What an adventure this was! I'm still not sure about the black. And, actually, I'm just now wondering if I'm really done. I'm teasing myself with the idea of adding brown to the branches. But I'm putting it on the back burner for now. I am turning my attention to two prints now. The first is a "googie" style (look it up) motel (abandoned) we found in Olean called the DeSoto. The second is from a nearby sunflower farm, so please stay tuned to watch these come together. And let's see if I've really learned anything!
Finished...?

Monday, August 12, 2013

Shadowy Figure

Many years ago, before I found my passion for printmaking, my dream was to be a writer. I concentrated on short fiction, heavily influenced by Raymond Carver and Rod Serling.
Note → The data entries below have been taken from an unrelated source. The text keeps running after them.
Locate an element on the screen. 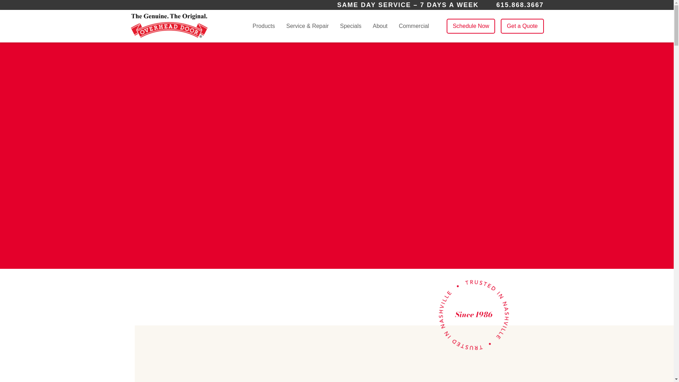 The height and width of the screenshot is (382, 679). About is located at coordinates (380, 26).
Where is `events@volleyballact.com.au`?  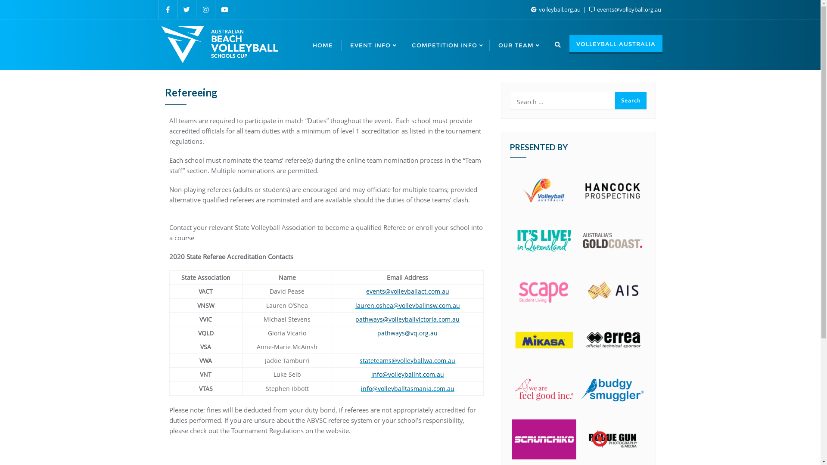 events@volleyballact.com.au is located at coordinates (408, 291).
This meant dark depressing prose, surreal plot twists, and "you-can-guess-the-rest" endings. All three seriously unnerved my wife, but none more so than the endings. She'd read a story, actually enjoying the writing, until the end, and she'd look up and say "Where's the rest?" It sure made me cranky, but over time, I have come to realize she's right. Not about most things. No, about everything.

Okay, she's probably left the blog. Here's the real story: my wife is a critic's critic. If she could write worth a damn, the artists, writers and musicians of the world would be trembling. And no, her batting average as far as being right probably gets around .200. Except with my work. Yes, she was spot on with the short stories, and she's a vicious truthteller regarding my artwork. So yesterday, after I wrapped up the dark blue, I brought it to her and asked what I thought. I was asking because I thought the blue might be enough. I've seen woodcuts without a black key block, and I've liked the effect, at times. But I just wasn't sure about this print.

The silence that emanated from her answered the question before her lips even moved. So, black it is!